▶ [TASK OBJECTIVE]: Each record should appear again in the response exactly as it does in the original.

——

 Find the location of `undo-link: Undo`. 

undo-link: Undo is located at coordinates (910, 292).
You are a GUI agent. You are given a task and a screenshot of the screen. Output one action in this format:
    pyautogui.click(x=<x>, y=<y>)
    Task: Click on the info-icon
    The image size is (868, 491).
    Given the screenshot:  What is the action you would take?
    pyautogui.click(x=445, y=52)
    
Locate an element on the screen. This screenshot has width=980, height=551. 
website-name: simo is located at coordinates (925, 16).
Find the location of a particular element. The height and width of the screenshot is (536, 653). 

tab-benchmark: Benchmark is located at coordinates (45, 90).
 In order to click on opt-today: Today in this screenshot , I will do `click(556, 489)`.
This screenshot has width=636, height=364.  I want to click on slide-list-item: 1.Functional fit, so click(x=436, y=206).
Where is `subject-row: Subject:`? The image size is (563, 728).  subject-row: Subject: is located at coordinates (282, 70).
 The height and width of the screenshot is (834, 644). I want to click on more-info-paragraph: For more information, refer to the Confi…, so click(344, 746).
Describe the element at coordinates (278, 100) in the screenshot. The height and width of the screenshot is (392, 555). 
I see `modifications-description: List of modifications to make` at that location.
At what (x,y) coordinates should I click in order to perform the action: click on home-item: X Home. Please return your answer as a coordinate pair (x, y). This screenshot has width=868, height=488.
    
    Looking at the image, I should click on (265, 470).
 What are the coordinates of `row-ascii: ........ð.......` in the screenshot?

——

▶ [RESPONSE]:
 Find the location of `undo-link: Undo`. 

undo-link: Undo is located at coordinates (910, 292).
You are a GUI agent. You are given a task and a screenshot of the screen. Output one action in this format:
    pyautogui.click(x=<x>, y=<y>)
    Task: Click on the info-icon
    The image size is (868, 491).
    Given the screenshot:  What is the action you would take?
    pyautogui.click(x=445, y=52)
    
Locate an element on the screen. This screenshot has width=980, height=551. 
website-name: simo is located at coordinates (925, 16).
Find the location of a particular element. The height and width of the screenshot is (536, 653). 

tab-benchmark: Benchmark is located at coordinates (45, 90).
 In order to click on opt-today: Today in this screenshot , I will do `click(556, 489)`.
This screenshot has width=636, height=364.  I want to click on slide-list-item: 1.Functional fit, so click(x=436, y=206).
Where is `subject-row: Subject:`? The image size is (563, 728).  subject-row: Subject: is located at coordinates (282, 70).
 The height and width of the screenshot is (834, 644). I want to click on more-info-paragraph: For more information, refer to the Confi…, so click(344, 746).
Describe the element at coordinates (278, 100) in the screenshot. The height and width of the screenshot is (392, 555). 
I see `modifications-description: List of modifications to make` at that location.
At what (x,y) coordinates should I click in order to perform the action: click on home-item: X Home. Please return your answer as a coordinate pair (x, y). This screenshot has width=868, height=488.
    
    Looking at the image, I should click on (265, 470).
 What are the coordinates of `row-ascii: ........ð.......` in the screenshot?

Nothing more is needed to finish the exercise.